While cruising along the quay, Bobbie saw that there were a large number of tractor-trailers and smaller vans loading and unloading at the monster warehouses, buildings huge enough to receive the contents of ships. She noticed an AOE docked at the quay wall. The big oiler had picked up two H-46 helicopters at Johnston Atoll, the U.S. possession just south of the Hawaiian chain. The choppers were in the process of being unloaded by crane, and they looked like huge larvae in white cocoons of rubberized plastic.

The ship had some other cargo that the skipper had picked up on Johnston Island in what the supply people called an “opportunistic lift.” The “lift” consisted of drums with special flanged ring seals, the flange being constructed so that it could easily be handled by robot arms. Inside the big drums were smaller drums, vacuum-sealed like giant cans of peanuts. On each outer drum was a packing list and a port through which one could look to see the packing surrounding the inner peanut cans. The packing contained granules that would, with a change in color, inform the viewer of a toxic leak inside. At that point the outer drum would be gingerly handled and not opened except in a clean and protected environment. Some of the less hazardous waste such as two drums of contaminated fuel mixtures had been dollied into the warehouse to await the civilian contractor who would haul it away.
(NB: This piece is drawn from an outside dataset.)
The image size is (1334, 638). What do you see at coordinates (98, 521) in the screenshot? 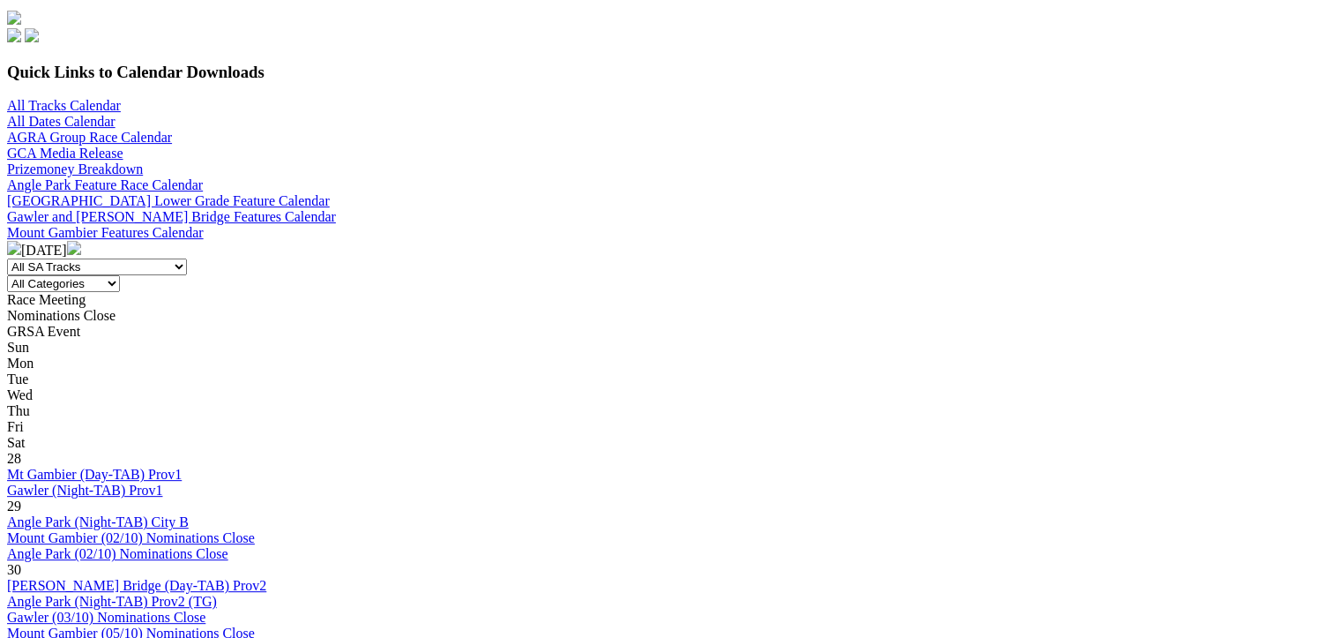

As Bobbie Ann Doggett bicycled, fretting about being ten pounds past bikini-secure, a navy bosun was bitching to another that there was nobody there to take control of all the waste they’d off-loaded.

The older bosun said, “The navy only knows how to make chemicals, not get rid a them. And there’s never a civilian contractor comes when they’re supposed to. You think a civilian contractor gives a shit?”

“If they want the goddamn navy contract they should give a shit,” said the younger one.

“Scope those bazooms!” the older bosun said, as Bobbie cycled past. “Where’s she work?”

“Careful,” said the younger. “Nowadays they’ll give you brig time you even whistle at a babe. Either that or you end up with that whiny Congresswoman Schroeder going on TV and calling you a sex fiend like the Tailhookers. She’s as worthless as Bill Clinton’s war record. I’d rather sleep with an armadillo.”

“Clinton’ll fix her soon as he’s elected,” the older bosun said. “I don’t give a shit if he never served a day in the Cub Scouts. It takes a bimbo boffer like him to straighten out all the bitches in Washington.”

“Let’s go get a hamburger,” the younger one said. “These goddamn eighteen-wheelers around here? I got a headache already from all the fumes.”

During lunch hour there were only a few riggers and warehouse personnel still by the quay wall when a bobtail van approached the truck gate of NAS North Island. The contractor had recently bought the twenty-four-foot bobtail van, and barely had time to paint GREEN EARTH HAULING AND DISPOSAL on the doors.